◆ Your task ◆
An exact copy of the records is required, minus the pictures they hold.

Segment Start: Listed records

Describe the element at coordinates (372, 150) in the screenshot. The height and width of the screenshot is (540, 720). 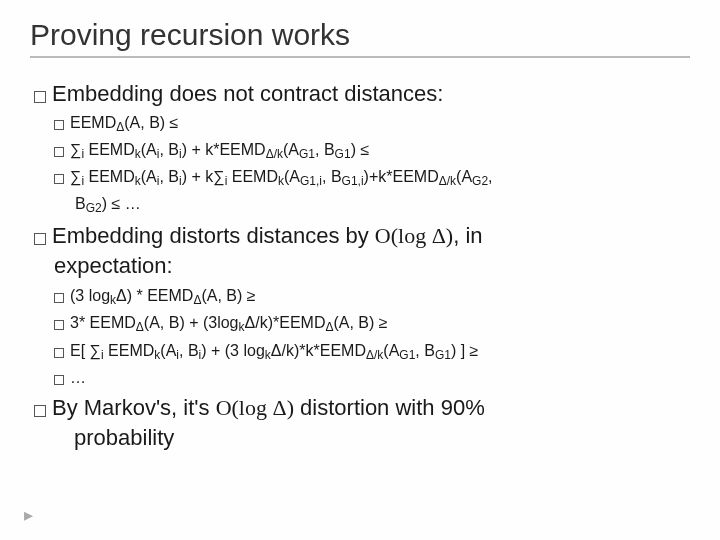
I see `sub-bullet: ∑i EEMDk(Ai, Bi) + k*EEMDΔ/k(AG1, BG1) ≤` at that location.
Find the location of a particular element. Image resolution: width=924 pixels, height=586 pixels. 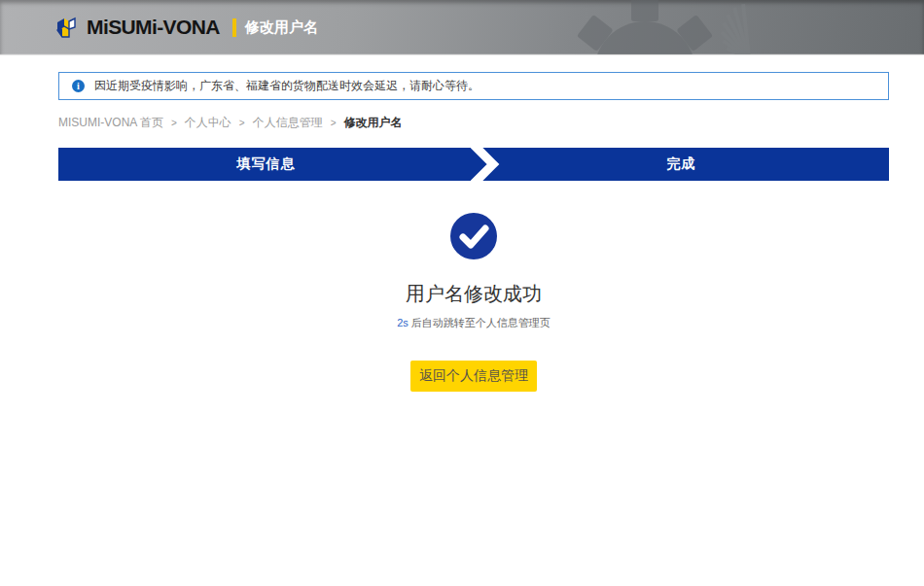

breadcrumb: MISUMI-VONA 首页 > 个人中心 > 个人信息管理 > 修改用户名 is located at coordinates (474, 122).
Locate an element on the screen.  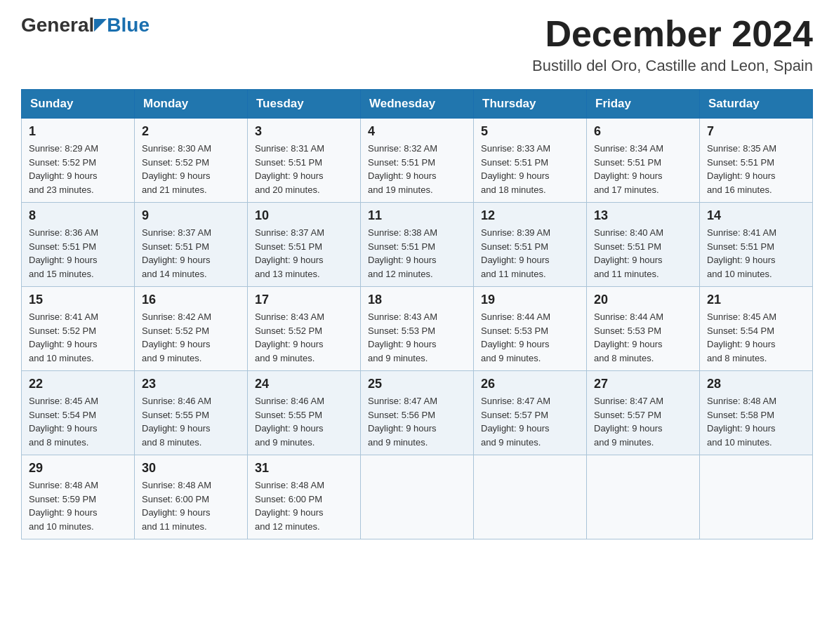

Segment End: Listed records

◆ Response box ◆
Describe the element at coordinates (372, 150) in the screenshot. The height and width of the screenshot is (540, 720). 
I see `sub-bullet: ∑i EEMDk(Ai, Bi) + k*EEMDΔ/k(AG1, BG1) ≤` at that location.
Find the location of a particular element. Image resolution: width=924 pixels, height=586 pixels. 

breadcrumb: MISUMI-VONA 首页 > 个人中心 > 个人信息管理 > 修改用户名 is located at coordinates (474, 122).
Locate an element on the screen.  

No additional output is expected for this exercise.